Walls Paper 1972 by Gordon Matta-Clark
First displayed in a partially dilapidated artist-run space in New York, Walls Paper’s photo-silkscreens of cracking, crumbling urban walls mirrored the site’s own deterioration. This In Focus positions the installation as a multi-dimensional collage that addresses the meaning of ownership, development and decay in the modern city.
Gordon Matta-Clark’s Walls Paper is composed of silkscreened images printed in pairs of colours on newsprint, derived from the artist’s photographs of the interior walls of derelict New York buildings. The work has taken multiple forms: the images have been used to cover walls, bundled and left on the ground for visitors to take and published as a photobook. Walls Paper reflects Matta-Clark’s interest in urban infrastructure and its failings, investing architectural photography with a level of subjectivity unusual for its time.
This In Focus contextualises Walls Paper’s display, reception and role within the 1970s New York art scene. Analysing the work through Matta-Clark’s engagement with urban decay and redevelopment, it shows how Walls Paper ties together Matta-Clark’s insistence on social engagement, his unconventional use of photography, his concept of the ‘non-u-ment’ and his interest in the intersection between architecture, memory and experience.
Published in August 2017, the project is authored by Sandra Zalman (University of Houston) and includes a conversation with Philip Ursprung (ETH Zürich).#
This In Focus project was made possible through support from the Terra Foundation for American Art.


DIRECTIONS FOR THIS TASK :: Give the entries again exactly, every one of them.

INPUT DATA ::
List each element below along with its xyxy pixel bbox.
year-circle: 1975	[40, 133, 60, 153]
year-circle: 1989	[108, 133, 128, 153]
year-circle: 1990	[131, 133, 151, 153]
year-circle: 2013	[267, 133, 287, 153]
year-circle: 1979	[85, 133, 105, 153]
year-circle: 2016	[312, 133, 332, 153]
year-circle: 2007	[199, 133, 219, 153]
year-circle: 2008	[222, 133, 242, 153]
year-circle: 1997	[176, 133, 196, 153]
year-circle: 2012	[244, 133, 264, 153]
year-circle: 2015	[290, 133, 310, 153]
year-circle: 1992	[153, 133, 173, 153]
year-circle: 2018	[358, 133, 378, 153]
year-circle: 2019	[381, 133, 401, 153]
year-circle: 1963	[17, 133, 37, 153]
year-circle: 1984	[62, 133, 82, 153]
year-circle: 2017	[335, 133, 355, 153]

SOLUTION ::
List each element below along with its xyxy pixel bbox.
year-circle: 1975	[40, 133, 60, 153]
year-circle: 1989	[108, 133, 128, 153]
year-circle: 1990	[131, 133, 151, 153]
year-circle: 2013	[267, 133, 287, 153]
year-circle: 1979	[85, 133, 105, 153]
year-circle: 2016	[312, 133, 332, 153]
year-circle: 2007	[199, 133, 219, 153]
year-circle: 2008	[222, 133, 242, 153]
year-circle: 1997	[176, 133, 196, 153]
year-circle: 2012	[244, 133, 264, 153]
year-circle: 2015	[290, 133, 310, 153]
year-circle: 1992	[153, 133, 173, 153]
year-circle: 2018	[358, 133, 378, 153]
year-circle: 2019	[381, 133, 401, 153]
year-circle: 1963	[17, 133, 37, 153]
year-circle: 1984	[62, 133, 82, 153]
year-circle: 2017	[335, 133, 355, 153]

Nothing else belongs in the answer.